I presume you mean the B&W image at the very bottom of this page:
http://helpx.adobe.com/lightroom/help/enhanced-spot-removal.html
If so, to do something similar in PS, you can use the "find edges" or "find color edges" filters to produce a very similar guide.
However, to be honest, I find that I really don't like to use an automated technique like to find spots because it misses some, and finds too many false positives.

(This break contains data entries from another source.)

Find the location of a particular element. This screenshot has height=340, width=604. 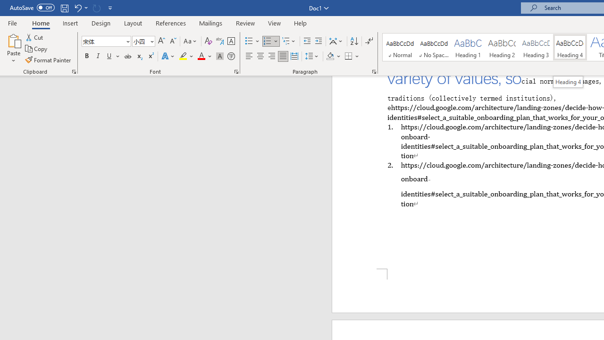

Undo Apply Quick Style is located at coordinates (77, 8).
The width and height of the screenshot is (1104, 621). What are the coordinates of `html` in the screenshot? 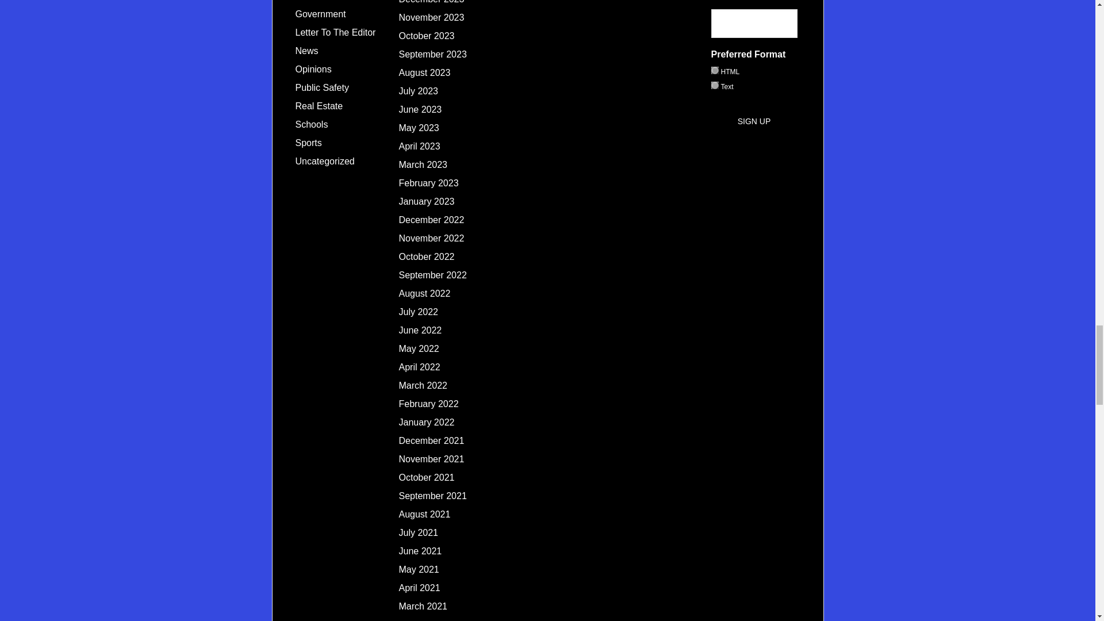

I do dust spotting the old-fashioned way and just manually inspect the image.
Then, to quickly clean up a large number of similarly sized dust spots, I zero in on a typical spot that I want removed, run PS's "Dust and Scratches" (D&S) filter on a copy of the entire image, and adjust the two sliders for the least disruptive, most effective removal of that particular spot.
This typically corrupts the image too much, so I then put a black layer mask on the D&S layer, and simply paint white into the layer mask wherever I see a dust spot of that type that needs to be removed.
An even better variant of this technique is to make two copies of the image, and use the D&S on both. On one, concentrate only on bright spots, and adjust the filter's sliders to optimize this, and on the other, do the same, except for dark spots. Then set the blending mode of the 1st to darken, and the blending mode of the 2nd to lighten. Breaking it up this way allows you to use a much lighter touch on each, with less obvious retouching artifacts.
BTW, if the "spot" is more than several pixels in size, then the D&S filter is no longer that effective, so then I'll switch to PS's "spot healing brush", or, if even larger, the patch or content-aware fill tools.